The dangers built into the myth of society are beyond counting, here are just a few. One, it deprives individuals of credit for humane actions for which they deserve recognition as individuals, rather than as involuntary agents of "human nature." Two, it might produce behavior in people that is not sincere, based instead on the compelling illusion that this is what people must and should do. Three, some people might become a part of government based on the illusion that governments have an intrinsic right to exist, and that they can control society from the top. Most people who possess this delusion learn through experience that it isn't so.
My using the term "myth of society" is not meant to suggest that there is no human society, no binding contract between people. There really is a human society, but it is sustained, not by basic physical laws, but by individuals, and when an individual lets go of his end of the log, the entire structure may collapse.
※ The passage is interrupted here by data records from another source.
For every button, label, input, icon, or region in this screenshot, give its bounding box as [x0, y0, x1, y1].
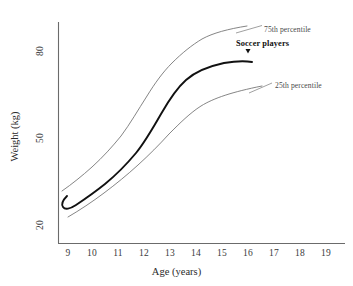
y-tick-label-20: 20 [35, 212, 45, 238]
series-label-25th-percentile: 25th percentile [275, 81, 322, 90]
weight-for-age-chart: 80 50 20 Weight (kg) 9 10 11 12 13 14 15… [0, 0, 353, 286]
series-line-75th-percentile [62, 26, 247, 191]
x-tick-label-11: 11 [109, 248, 127, 258]
leader-line-75th-percentile [236, 26, 262, 34]
x-tick-label-9: 9 [59, 248, 77, 258]
y-tick-label-80: 80 [35, 38, 45, 64]
series-line-soccer-players [62, 61, 252, 208]
x-tick-label-14: 14 [187, 248, 205, 258]
series-label-soccer-players: Soccer players [236, 39, 289, 48]
x-tick-label-15: 15 [213, 248, 231, 258]
x-tick-label-13: 13 [161, 248, 179, 258]
y-axis-title: Weight (kg) [9, 102, 20, 172]
x-tick-label-16: 16 [239, 248, 257, 258]
chart-plot-area [0, 0, 353, 286]
x-tick-label-12: 12 [135, 248, 153, 258]
soccer-players-pointer-icon [246, 49, 251, 54]
x-tick-label-19: 19 [317, 248, 335, 258]
x-axis-title: Age (years) [0, 266, 353, 277]
x-tick-label-10: 10 [83, 248, 101, 258]
y-tick-label-50: 50 [35, 125, 45, 151]
x-tick-label-18: 18 [291, 248, 309, 258]
x-tick-label-17: 17 [265, 248, 283, 258]
series-label-75th-percentile: 75th percentile [264, 25, 311, 34]
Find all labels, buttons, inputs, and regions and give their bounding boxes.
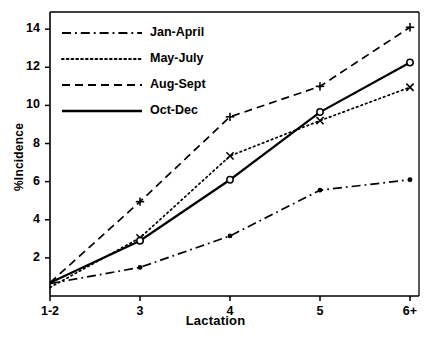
legend-label: Oct-Dec — [150, 103, 198, 117]
data-point-dot — [408, 177, 413, 182]
series-line — [50, 180, 410, 284]
y-tick-label: 2 — [10, 250, 40, 264]
data-point-cross — [316, 117, 323, 124]
data-point-dot — [318, 188, 323, 193]
legend-label: Jan-April — [150, 25, 204, 39]
data-point-circle — [317, 109, 323, 115]
x-tick-label: 4 — [205, 304, 255, 318]
data-point-circle — [137, 238, 143, 244]
y-tick-label: 12 — [10, 59, 40, 73]
y-tick-label: 8 — [10, 136, 40, 150]
x-tick-label: 6+ — [385, 304, 431, 318]
legend-sample-lines — [62, 33, 142, 111]
series-jan-april — [50, 177, 412, 283]
y-tick-label: 14 — [10, 21, 40, 35]
x-tick-label: 3 — [115, 304, 165, 318]
legend-label: Aug-Sept — [150, 77, 206, 91]
x-tick-label: 1-2 — [25, 304, 75, 318]
data-series-group — [50, 23, 414, 287]
series-line — [50, 63, 410, 283]
y-tick-label: 10 — [10, 97, 40, 111]
incidence-by-lactation-chart: Lactation %Incidence 2468101214 1-23456+… — [0, 0, 431, 337]
legend-label: May-July — [150, 51, 204, 65]
data-point-dot — [228, 234, 233, 239]
y-tick-label: 4 — [10, 212, 40, 226]
x-tick-label: 5 — [295, 304, 345, 318]
data-point-dot — [138, 265, 143, 270]
y-tick-label: 6 — [10, 174, 40, 188]
data-point-plus — [136, 197, 144, 205]
y-axis-label: %Incidence — [12, 112, 26, 202]
data-point-cross — [226, 152, 233, 159]
data-point-circle — [407, 59, 413, 65]
data-point-circle — [227, 177, 233, 183]
series-oct-dec — [50, 59, 413, 282]
plot-area — [0, 0, 431, 337]
data-point-cross — [406, 84, 413, 91]
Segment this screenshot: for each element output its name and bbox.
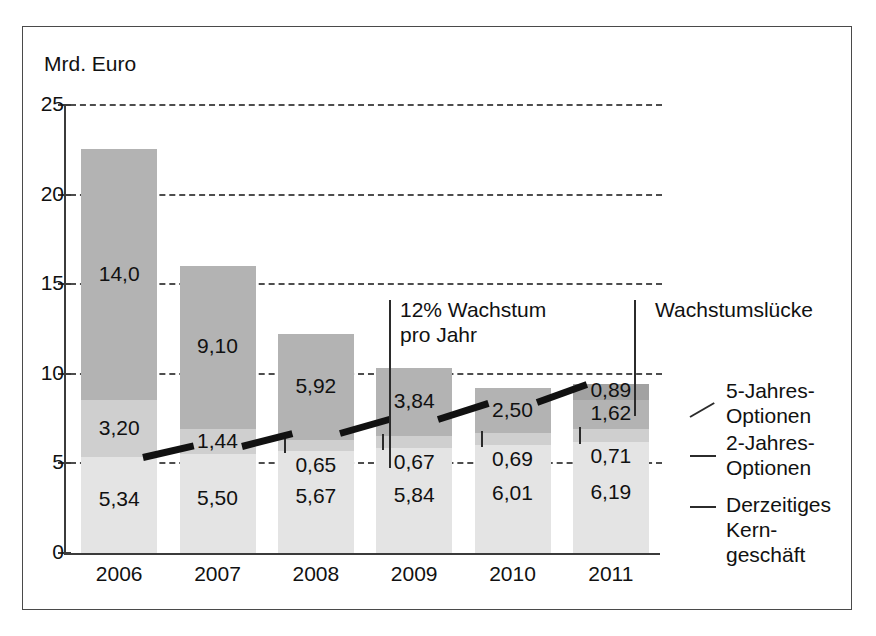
- figure-border: [22, 26, 852, 610]
- chart-figure: · · · · · · · · · Mrd. Euro 05101520255,…: [0, 0, 876, 636]
- scan-artifact: · · · · · · · · ·: [0, 0, 876, 22]
- scan-artifact-text: · · · · · · · · ·: [120, 0, 213, 8]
It's easy to locate evidence for the mythical nature of society. In the early 1900s in the U.S. it was decided that alcoholic drinks were a bad thing and that society should outlaw them. If the human society most people believe in really existed, if control from the top represented a legitimate principle, then this obvious improvement in society should have taken hold. But the complete failure of this well-intentioned prohibition only demonstrated that governmental authority is mostly illusion — in truth, governments can only order people to do things they are inclined to do anyway, which begs any definition of "order."
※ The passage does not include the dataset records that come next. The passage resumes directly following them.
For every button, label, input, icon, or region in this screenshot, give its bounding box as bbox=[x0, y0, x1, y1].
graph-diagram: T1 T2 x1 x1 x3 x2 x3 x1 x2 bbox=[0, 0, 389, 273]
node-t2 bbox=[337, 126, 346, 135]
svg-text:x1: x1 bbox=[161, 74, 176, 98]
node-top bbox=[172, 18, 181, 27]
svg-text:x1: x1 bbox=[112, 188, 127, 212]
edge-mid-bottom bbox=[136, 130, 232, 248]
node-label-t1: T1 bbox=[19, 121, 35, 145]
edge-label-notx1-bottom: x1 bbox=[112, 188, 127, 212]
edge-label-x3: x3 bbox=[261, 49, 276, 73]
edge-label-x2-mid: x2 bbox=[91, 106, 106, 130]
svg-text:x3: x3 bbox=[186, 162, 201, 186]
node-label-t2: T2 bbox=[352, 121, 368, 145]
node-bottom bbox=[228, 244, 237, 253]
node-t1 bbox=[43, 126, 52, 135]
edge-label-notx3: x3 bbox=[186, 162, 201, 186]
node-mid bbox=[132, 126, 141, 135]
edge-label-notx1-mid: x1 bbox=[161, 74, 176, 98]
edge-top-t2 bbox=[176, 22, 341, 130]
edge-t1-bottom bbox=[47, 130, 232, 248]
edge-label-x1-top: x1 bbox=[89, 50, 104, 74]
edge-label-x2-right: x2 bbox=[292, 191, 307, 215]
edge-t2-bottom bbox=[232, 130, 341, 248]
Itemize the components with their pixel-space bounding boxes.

Which brings us to the topic of New Orleans, surely the worst-located city on the planet. For those of you who don't read anything but headlines, in the early 1800s New Orleans was a logical (if not practical) location for a city, situated as it was at an important economic crossroad in the market network of the time, the mouth of the Mississippi River, which (pre-aircraft, pre-railroad) tied the entire United States of the day to vital ocean routes.
But the Mississippi River conveys, along with water, a huge amount of material to its mouth, creating a gigantic, ever-changing delta of loose soil. If the river takes a particular course, she deposits the soil along that route, until the river bottom rises and the river switches to another, more efficient route to the sea. This is not a sane location for a city, because there is no meaningful sense in which humans can control the river's route.
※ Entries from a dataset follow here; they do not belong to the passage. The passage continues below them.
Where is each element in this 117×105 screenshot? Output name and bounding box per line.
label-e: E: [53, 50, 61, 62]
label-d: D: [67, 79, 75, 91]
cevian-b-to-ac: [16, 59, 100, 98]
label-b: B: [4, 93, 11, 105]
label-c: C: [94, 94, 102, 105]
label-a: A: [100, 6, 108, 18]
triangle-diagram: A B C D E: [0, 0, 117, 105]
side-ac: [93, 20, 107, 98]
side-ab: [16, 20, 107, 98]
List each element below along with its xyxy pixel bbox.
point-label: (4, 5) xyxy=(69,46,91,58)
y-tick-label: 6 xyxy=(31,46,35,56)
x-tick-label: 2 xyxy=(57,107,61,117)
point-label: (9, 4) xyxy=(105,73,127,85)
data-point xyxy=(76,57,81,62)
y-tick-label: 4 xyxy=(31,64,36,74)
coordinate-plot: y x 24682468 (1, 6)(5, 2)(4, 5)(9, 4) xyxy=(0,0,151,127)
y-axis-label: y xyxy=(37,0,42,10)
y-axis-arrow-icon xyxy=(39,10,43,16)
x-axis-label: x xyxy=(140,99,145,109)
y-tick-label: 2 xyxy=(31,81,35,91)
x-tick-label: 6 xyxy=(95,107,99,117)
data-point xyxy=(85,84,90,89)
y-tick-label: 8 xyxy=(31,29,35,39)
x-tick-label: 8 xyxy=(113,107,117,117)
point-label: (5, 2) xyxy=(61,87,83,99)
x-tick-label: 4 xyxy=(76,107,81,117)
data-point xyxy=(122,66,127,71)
Our efforts to control the Mississippi would be comical if they weren't so tragic. Much of New Orleans is below sea level and even farther below the level of the river, now "contained" by levees that must be built higher and higher as time passes (because the river continues to deposit soils along its now-confined route). Since the early part of the 1900s the Mississippi has been trying to break out of its present course to follow another course, the Atchafalaya, which represents a shorter route to the sea, but the humans have been valiantly trying to keep this from happening. Why? Because if the Mississippi changed its course, the economic basis for New Orleans (as a port) would go with the river.
Today I read an estimate of the recovery cost for Hurricane Katrina's damage to New Orleans and environs: $200 billion (for Europeans reading this page, I mean $200 thousand million, or $200x10
9). This is only one of the many disasters that have befallen New Orleans over the centuries because of hurricanes and the more predictable spring floods. It is easy to see that the total cost of maintaining New Orleans in its present location is
more expensive than simply moving the entire city to a more suitable location.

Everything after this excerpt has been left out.